(1) Subject to subsection (3) of this section, the board shall establish environmental categories of projects eligible for funding by the trust. The board, after allowing opportunity for public comment, shall designate as categories those environmental goals which most affect the natural physical and biological environment in Nebraska, including the air, land, ground water and surface water, flora and fauna, prairies and forests, wildlife and wildlife habitat, and areas of aesthetic or scenic values. In designating environmental categories, the board shall attempt to focus on the areas which promise the greatest opportunities for effective action to achieve and preserve the future environmental quality in the state. The board shall establish categories for five-year periods beginning July 1, 1995. The board may establish annual priorities within the five-year categories. The board shall provide for public involvement in developing the categories for such five-year periods and any priorities within these categories, including, but not limited to, public meetings in each of the three congressional districts.
(2) The board shall establish criteria for determining the eligibility of projects for grant assistance, which criteria shall include the following:
(a) The grants shall not provide direct assistance to regulatory programs or to implement actions mandated by regulations except remediation;
(b) No more than sixty percent of grant allocations in any year shall assist remediation of soils or ground water, and no grants for this purpose shall occur unless all other available sources of funding are, in the opinion of the board, being substantially utilized;
(c) The grants shall not pay for projects which provide primarily private benefits or relieve private liability for environmental damage;
(d) The grants shall not pay for projects which have direct beneficiaries who could afford the costs of the benefits without experiencing serious financial hardship;
(e) The grants should assist those projects which offer the greatest environmental benefits relative to cost;
(f) The grants should assist those projects which provide clear and direct environmental benefits;
(g) The grants should assist those projects which will make a real contribution to achieving the board's environmental categories;
(h) The grants should assist those projects which offer the greatest public benefits; and
(i) The grants shall not pay for land or easements acquired without the full and express consent of the landowner.
(3) Until the first five-year categories become effective on July 1, 1995, the board shall observe the following categories for allocating grants:
(a) Critical habitat areas, including wetlands acquisition, preservation, and restoration and acquisition and easements of areas critical to rare or endangered species;
(b) Surface water quality, including actions to preserve lakes and streams from degradation;
(c) Ground water quality, including fostering best management practices as defined in section 46-706, actions to preserve ground water from degradation, and remediation of soils or ground water; and
(d) Development of recycling markets and reduction of solid waste volume and toxicity.
(4) The board may refine and clarify these initial categories.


WHAT YOU ARE ASKED TO DO:
Transcribe exactly, and without pictures, the lines from the one that contains "<b>tree</b> detection?" through the last line of the material.

MATERIAL SUPPLIED:

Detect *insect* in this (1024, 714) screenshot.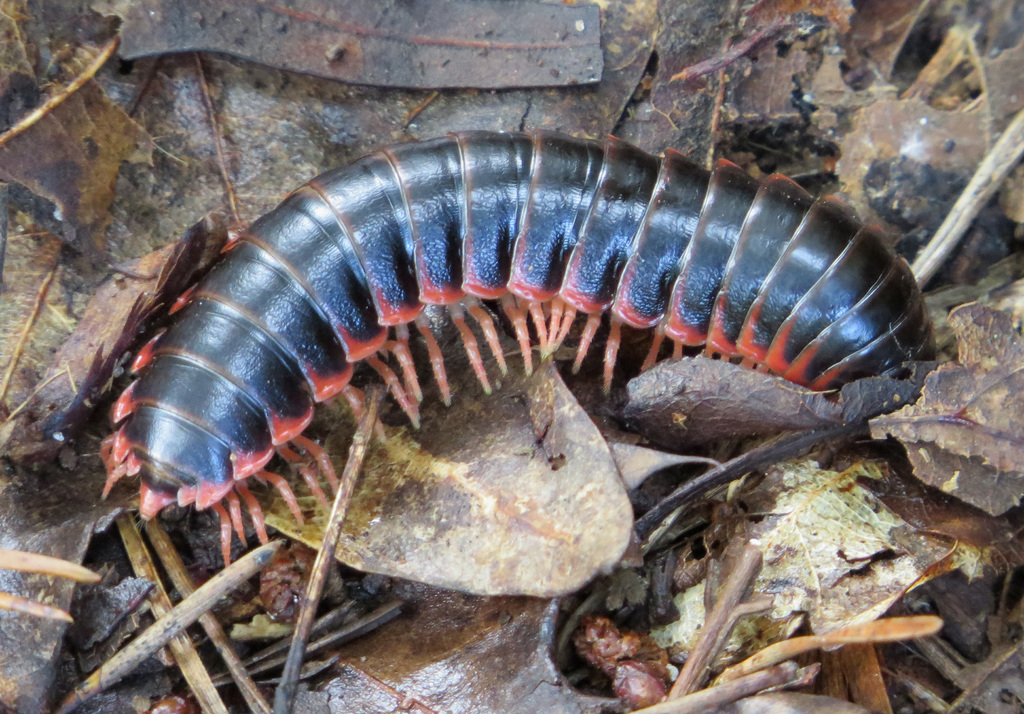
Detection: detection(102, 133, 938, 570).
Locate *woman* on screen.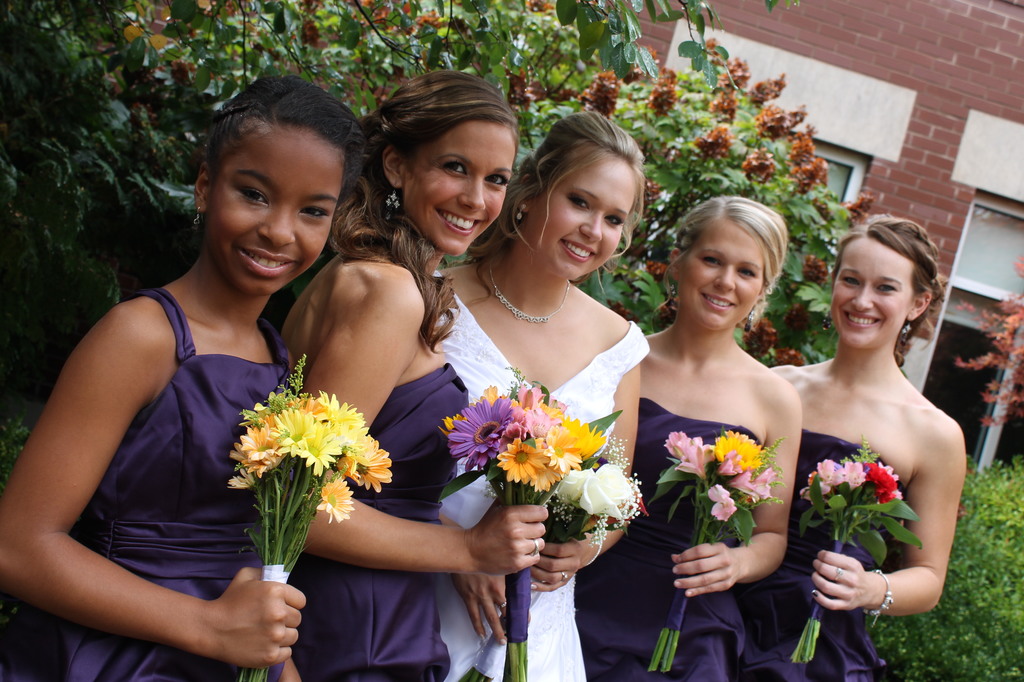
On screen at Rect(777, 204, 976, 665).
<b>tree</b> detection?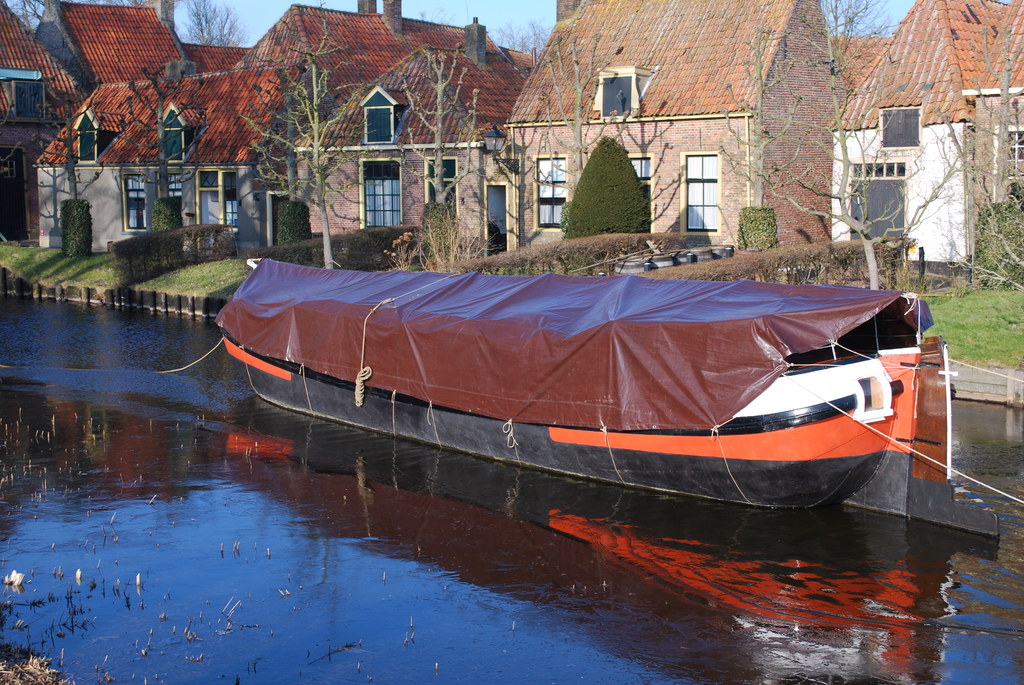
{"left": 955, "top": 35, "right": 1023, "bottom": 286}
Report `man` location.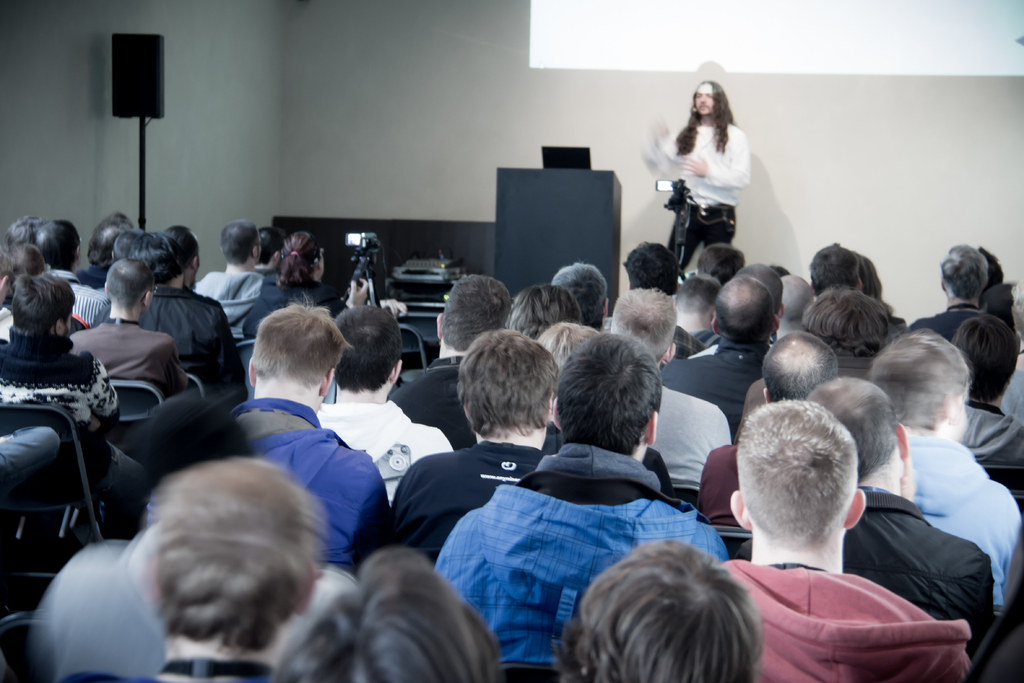
Report: 29 215 84 284.
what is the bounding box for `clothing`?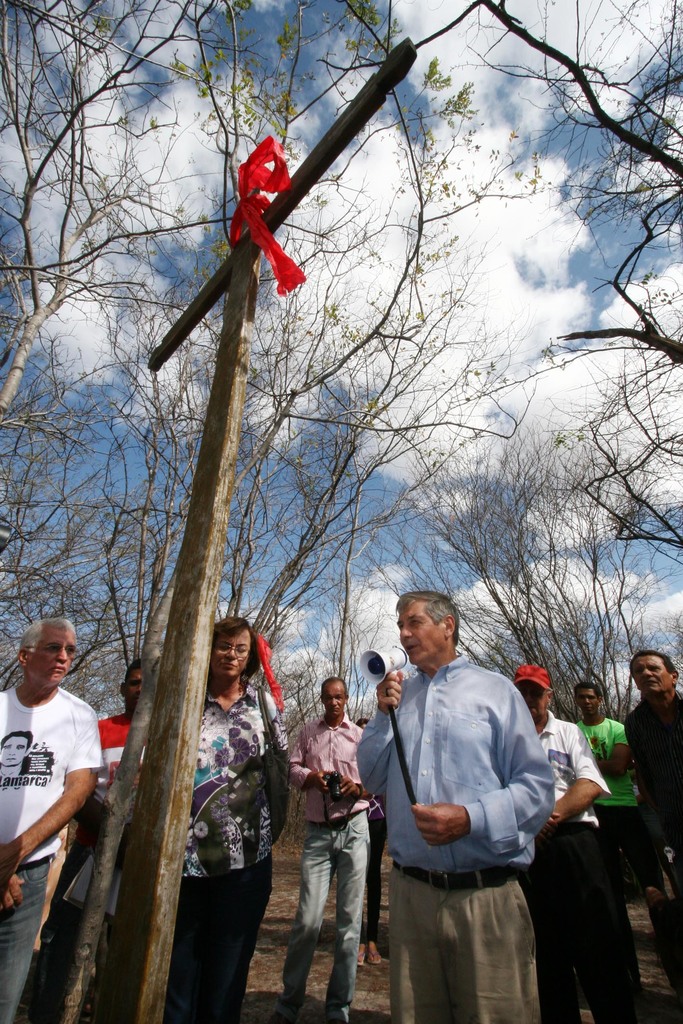
detection(0, 678, 94, 1023).
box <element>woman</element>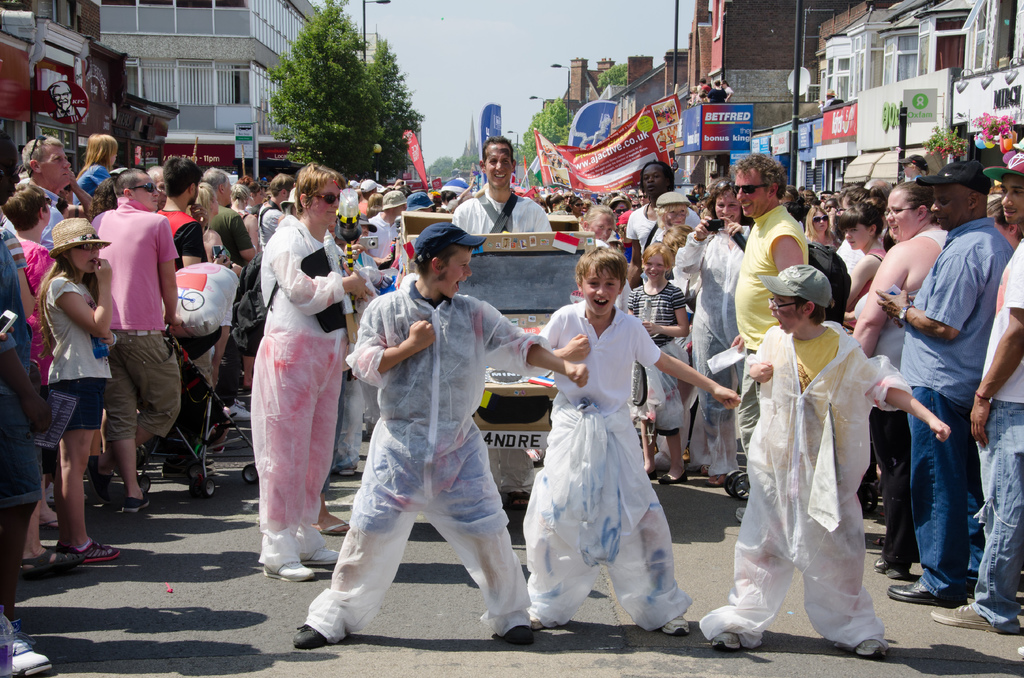
box=[1, 179, 88, 570]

REPLY TO THE EXERCISE:
<b>tree</b> detection?
{"left": 955, "top": 35, "right": 1023, "bottom": 286}
Report `man` location.
Report: 29 215 84 284.
what is the bounding box for `clothing`?
detection(0, 678, 94, 1023).
box <element>woman</element>
box=[1, 179, 88, 570]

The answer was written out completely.